In "Nobody," the deceptively up-tempo, new single from her upcoming album, Be The Cowboy, Mitski grapples with a lingering loneliness – an emptiness that even her own celebrity can't erase.

"I've been big and small," she sings. "But still nobody wants me." The retro, electronically driven single is slicker than her previous releases, but the chords in "Nobody," like her emotional dilemma, never quite seem to resolve.

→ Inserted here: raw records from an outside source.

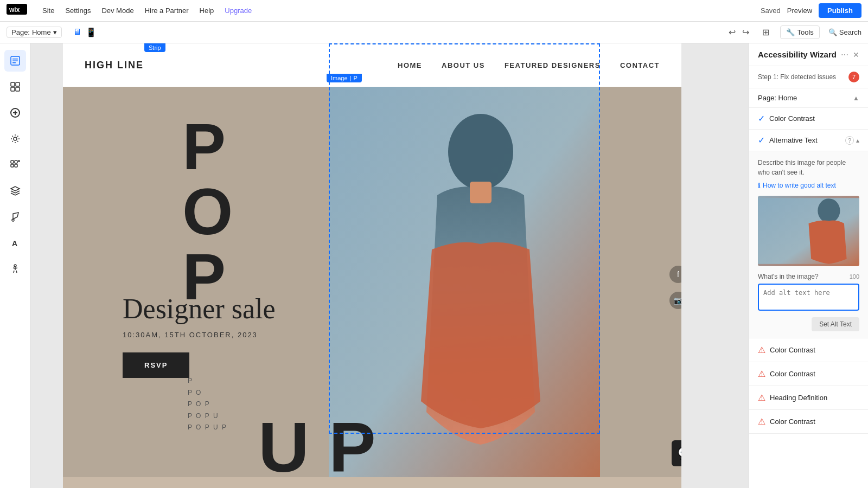 This screenshot has height=488, width=868. Describe the element at coordinates (835, 324) in the screenshot. I see `set-alt-button: Set Alt Text` at that location. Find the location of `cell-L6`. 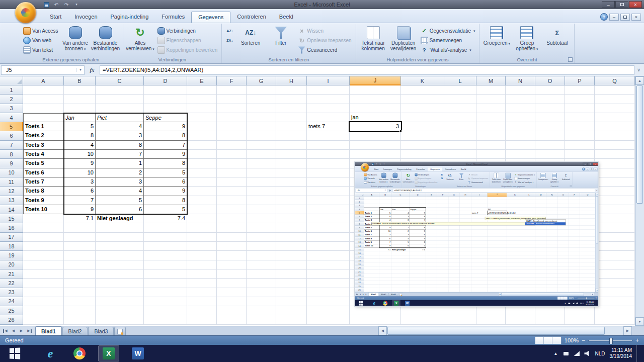

cell-L6 is located at coordinates (460, 136).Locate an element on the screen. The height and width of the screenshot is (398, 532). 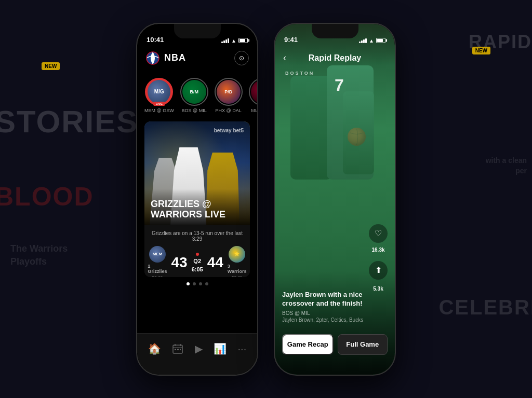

The accompanying video for "Nobody," with cartoon-like expressiveness and primary-colored scenes, recalls the pop art of Roy Lichtenstein. Directed by Christopher Good, it opens with a warped imitation of a classic diner scene: two diametrical Mitskis stare blankly at each other in a leather booth, sipping sand from an hourglass. Thus begins an oddly nightmarish sequence of scratched up faces, gold magnifying glasses and absurdly proportioned diaries. The surrealism gradually unveils Mitski's deepening alienation. Arms dangle from canary-yellow walls like silk garments off of a rack; she grabs one of them and tenderly holds its hand. Her fame has subjected her to scrutiny and adoration, but she seems to say she's still a nobody, unknown and unloved.

Her new record, Be the Cowboy, comes out August 17 on Dead Oceans.